This page needs JavaScript! Please enable it to continue.

This website uses JavaScripts. If you use an adblocker, content may not be displayed or may not be displayed correctly.

What Makes a Creole a Creole? Language Contact and Hybridity in a World Englishes Context (Vortrag: Susanne Mühleisen, Bareuth)

DateThursday, 10th October 2013
Location

veranstalter: Englisches Seminar Basel
ansprechpartner: Miriam Locher
email:
web:
institution: HPSL
language: Englisch
location institution: Basel
date_raw: 10.10.2013
date_sort: 10.10.2013, 00:00:00
date_parsed: 10.10.2013, 00:00:00

What Makes a Creole a Creole?
Language Contact and Hybridity in
a World Englishes Context 

Susanne Mühleisen

Universität Bayreuth

All world Englishes have somehow developed in contact with other languages but only some are
classified as special linguistic categories, i.e. as Pidgins and Creoles. In this presentation, the
contested concept of a Creole language and its exceptional status will be explored from a historical,
epistemological and sociolinguistic perspective. After a more general review of potentially shared
functions and characteristics of P/Cs around the world, we will also take an in-depth look at a
specific real-life contact variety – Trinidadian English Creole – and explore its phonological,
grammatical and sociolinguistic features in more detail.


Requirement -> Copy each record below faithfully, leaving out images.

########################################

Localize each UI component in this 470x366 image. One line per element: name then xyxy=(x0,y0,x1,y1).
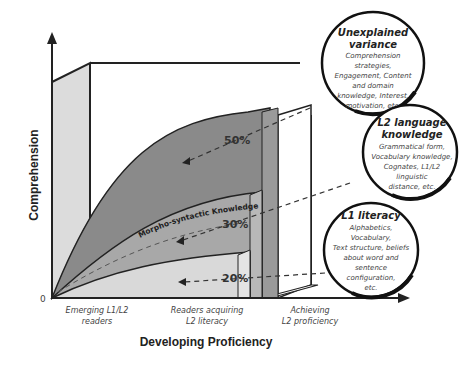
percent-label-30: 30% xyxy=(222,218,248,231)
x-axis-arrow-icon xyxy=(398,293,410,303)
svg-text:distance, etc.: distance, etc. xyxy=(388,183,435,191)
x-category-acquiring: Readers acquiring xyxy=(171,306,244,315)
svg-text:knowledge: knowledge xyxy=(381,129,442,140)
svg-text:etc.: etc. xyxy=(364,284,377,292)
svg-text:Vocabulary,: Vocabulary, xyxy=(351,234,392,242)
y-axis-arrow-icon xyxy=(47,32,57,44)
svg-text:sentence: sentence xyxy=(355,264,387,272)
bubble-l2-language-knowledge: L2 language knowledge Grammatical form, … xyxy=(363,105,457,199)
svg-text:Text structure, beliefs: Text structure, beliefs xyxy=(333,244,410,252)
x-category-achieving-line2: L2 proficiency xyxy=(282,317,339,326)
x-category-achieving: Achieving xyxy=(289,306,329,315)
x-category-acquiring-line2: L2 literacy xyxy=(186,317,228,326)
x-category-emerging-line2: readers xyxy=(82,317,113,326)
svg-text:Alphabetics,: Alphabetics, xyxy=(348,224,392,232)
svg-text:knowledge, Interest,: knowledge, Interest, xyxy=(337,92,409,100)
bubble-l1-literacy: L1 literacy Alphabetics, Vocabulary, Tex… xyxy=(324,203,418,297)
origin-label: 0 xyxy=(40,294,46,304)
svg-text:L2 language: L2 language xyxy=(377,117,446,128)
x-category-emerging: Emerging L1/L2 xyxy=(66,306,129,315)
x-axis-title: Developing Proficiency xyxy=(140,335,273,349)
svg-text:Comprehension: Comprehension xyxy=(345,52,400,60)
svg-text:Vocabulary knowledge,: Vocabulary knowledge, xyxy=(371,153,452,161)
bubble-unexplained-variance: Unexplained variance Comprehension strat… xyxy=(322,12,424,114)
svg-text:about word and: about word and xyxy=(343,254,399,262)
layer-unexplained-side xyxy=(262,108,278,298)
svg-text:and domain: and domain xyxy=(352,82,394,90)
svg-text:Engagement, Content: Engagement, Content xyxy=(335,72,412,80)
y-axis-title: Comprehension xyxy=(27,129,41,220)
svg-text:configuration,: configuration, xyxy=(347,274,396,282)
svg-text:L1 literacy: L1 literacy xyxy=(341,210,401,221)
svg-text:linguistic: linguistic xyxy=(396,173,427,181)
svg-text:Unexplained: Unexplained xyxy=(338,27,409,38)
svg-text:strategies,: strategies, xyxy=(354,62,391,70)
comprehension-diagram: Morpho-syntactic Knowledge 50% 30% 20% U… xyxy=(0,0,470,366)
percent-label-20: 20% xyxy=(222,272,248,285)
percent-label-50: 50% xyxy=(224,134,250,147)
svg-text:variance: variance xyxy=(349,39,397,50)
svg-text:Grammatical form,: Grammatical form, xyxy=(379,143,445,151)
svg-text:Cognates, L1/L2: Cognates, L1/L2 xyxy=(384,163,441,171)
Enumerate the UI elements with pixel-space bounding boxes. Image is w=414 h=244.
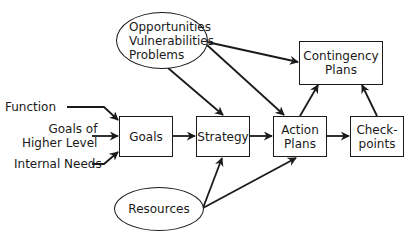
node-text-vulnerabilities: Vulnerabilities <box>129 34 214 48</box>
arrow-function-to-goals <box>67 107 118 120</box>
node-resources: Resources <box>114 187 204 231</box>
node-text-contingency: Contingency <box>303 49 378 63</box>
node-text-problems: Problems <box>129 48 184 62</box>
node-contingency-plans: Contingency Plans <box>299 41 383 85</box>
input-label-goals-higher-line1: Goals of <box>12 122 97 136</box>
node-text-strategy: Strategy <box>197 130 248 144</box>
node-text-resources: Resources <box>128 202 189 216</box>
node-goals: Goals <box>119 116 173 157</box>
arrow-resources-to-action <box>203 158 296 208</box>
node-text-points: points <box>359 137 396 151</box>
node-checkpoints: Check- points <box>350 116 404 157</box>
node-text-action-plans: Plans <box>284 137 316 151</box>
arrow-opportunities-to-strategy <box>168 68 223 115</box>
input-label-goals-higher-line2: Higher Level <box>12 136 97 150</box>
node-strategy: Strategy <box>196 116 250 157</box>
node-text-goals: Goals <box>129 130 163 144</box>
node-text-contingency-plans: Plans <box>325 63 357 77</box>
arrow-action-to-contingency <box>300 85 318 116</box>
node-text-check: Check- <box>356 123 397 137</box>
arrow-opportunities-to-contingency <box>207 42 298 62</box>
input-label-function: Function <box>5 100 56 114</box>
arrow-resources-to-strategy <box>203 158 222 208</box>
node-text-opportunities: Opportunities <box>129 20 211 34</box>
node-text-action: Action <box>281 123 319 137</box>
input-label-internal-needs: Internal Needs <box>14 157 102 171</box>
input-label-goals-higher-level: Goals of Higher Level <box>12 122 97 150</box>
node-opportunities-vulnerabilities-problems: Opportunities Vulnerabilities Problems <box>116 12 208 69</box>
node-action-plans: Action Plans <box>273 116 327 157</box>
arrow-checkpoints-to-contingency <box>362 85 377 116</box>
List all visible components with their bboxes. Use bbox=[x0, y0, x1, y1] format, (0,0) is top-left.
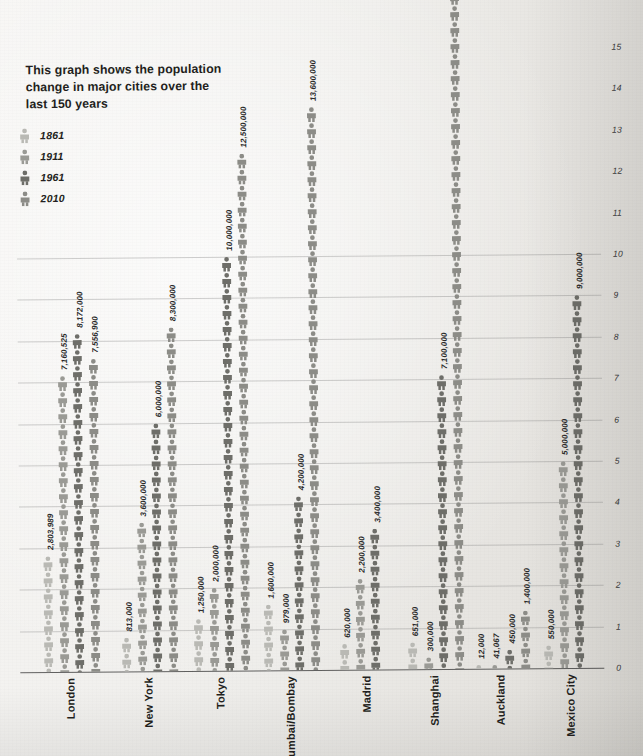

########################################

Solution for this exercise ->
Localize each UI component in this 470x366 image. One line per element: name then xyxy=(x0,y0,x1,y1).
percent-label-30: 30% xyxy=(222,218,248,231)
x-axis-arrow-icon xyxy=(398,293,410,303)
svg-text:distance, etc.: distance, etc. xyxy=(388,183,435,191)
x-category-acquiring: Readers acquiring xyxy=(171,306,244,315)
svg-text:knowledge: knowledge xyxy=(381,129,442,140)
svg-text:etc.: etc. xyxy=(364,284,377,292)
svg-text:Vocabulary,: Vocabulary, xyxy=(351,234,392,242)
y-axis-arrow-icon xyxy=(47,32,57,44)
svg-text:sentence: sentence xyxy=(355,264,387,272)
bubble-l2-language-knowledge: L2 language knowledge Grammatical form, … xyxy=(363,105,457,199)
svg-text:Text structure, beliefs: Text structure, beliefs xyxy=(333,244,410,252)
x-category-achieving-line2: L2 proficiency xyxy=(282,317,339,326)
x-category-achieving: Achieving xyxy=(289,306,329,315)
x-category-acquiring-line2: L2 literacy xyxy=(186,317,228,326)
x-category-emerging-line2: readers xyxy=(82,317,113,326)
svg-text:Alphabetics,: Alphabetics, xyxy=(348,224,392,232)
svg-text:knowledge, Interest,: knowledge, Interest, xyxy=(337,92,409,100)
bubble-l1-literacy: L1 literacy Alphabetics, Vocabulary, Tex… xyxy=(324,203,418,297)
origin-label: 0 xyxy=(40,294,46,304)
svg-text:L2 language: L2 language xyxy=(377,117,446,128)
x-category-emerging: Emerging L1/L2 xyxy=(66,306,129,315)
x-axis-title: Developing Proficiency xyxy=(140,335,273,349)
svg-text:Comprehension: Comprehension xyxy=(345,52,400,60)
svg-text:Vocabulary knowledge,: Vocabulary knowledge, xyxy=(371,153,452,161)
bubble-unexplained-variance: Unexplained variance Comprehension strat… xyxy=(322,12,424,114)
svg-text:about word and: about word and xyxy=(343,254,399,262)
layer-unexplained-side xyxy=(262,108,278,298)
svg-text:and domain: and domain xyxy=(352,82,394,90)
svg-text:Engagement, Content: Engagement, Content xyxy=(335,72,412,80)
y-axis-title: Comprehension xyxy=(27,129,41,220)
svg-text:configuration,: configuration, xyxy=(347,274,396,282)
svg-text:L1 literacy: L1 literacy xyxy=(341,210,401,221)
svg-text:linguistic: linguistic xyxy=(396,173,427,181)
svg-text:Unexplained: Unexplained xyxy=(338,27,409,38)
svg-text:strategies,: strategies, xyxy=(354,62,391,70)
comprehension-diagram: Morpho-syntactic Knowledge 50% 30% 20% U… xyxy=(0,0,470,366)
percent-label-20: 20% xyxy=(222,272,248,285)
percent-label-50: 50% xyxy=(224,134,250,147)
svg-text:variance: variance xyxy=(349,39,397,50)
svg-text:Grammatical form,: Grammatical form, xyxy=(379,143,445,151)
svg-text:Cognates, L1/L2: Cognates, L1/L2 xyxy=(384,163,441,171)
Enumerate the UI elements with pixel-space bounding boxes. Image is w=414 h=244.
node-text-vulnerabilities: Vulnerabilities <box>129 34 214 48</box>
arrow-function-to-goals <box>67 107 118 120</box>
node-resources: Resources <box>114 187 204 231</box>
node-text-contingency: Contingency <box>303 49 378 63</box>
node-text-problems: Problems <box>129 48 184 62</box>
node-contingency-plans: Contingency Plans <box>299 41 383 85</box>
input-label-goals-higher-line1: Goals of <box>12 122 97 136</box>
node-text-strategy: Strategy <box>197 130 248 144</box>
node-text-resources: Resources <box>128 202 189 216</box>
node-goals: Goals <box>119 116 173 157</box>
arrow-resources-to-action <box>203 158 296 208</box>
node-text-points: points <box>359 137 396 151</box>
node-checkpoints: Check- points <box>350 116 404 157</box>
node-text-action-plans: Plans <box>284 137 316 151</box>
arrow-opportunities-to-strategy <box>168 68 223 115</box>
input-label-goals-higher-line2: Higher Level <box>12 136 97 150</box>
node-strategy: Strategy <box>196 116 250 157</box>
node-text-goals: Goals <box>129 130 163 144</box>
node-text-contingency-plans: Plans <box>325 63 357 77</box>
arrow-action-to-contingency <box>300 85 318 116</box>
node-text-check: Check- <box>356 123 397 137</box>
arrow-opportunities-to-contingency <box>207 42 298 62</box>
input-label-function: Function <box>5 100 56 114</box>
arrow-resources-to-strategy <box>203 158 222 208</box>
node-text-opportunities: Opportunities <box>129 20 211 34</box>
node-text-action: Action <box>281 123 319 137</box>
input-label-internal-needs: Internal Needs <box>14 157 102 171</box>
input-label-goals-higher-level: Goals of Higher Level <box>12 122 97 150</box>
node-opportunities-vulnerabilities-problems: Opportunities Vulnerabilities Problems <box>116 12 208 69</box>
node-action-plans: Action Plans <box>273 116 327 157</box>
arrow-checkpoints-to-contingency <box>362 85 377 116</box>
List all visible components with their bboxes. Use bbox=[x0, y0, x1, y1] format, (0,0) is top-left.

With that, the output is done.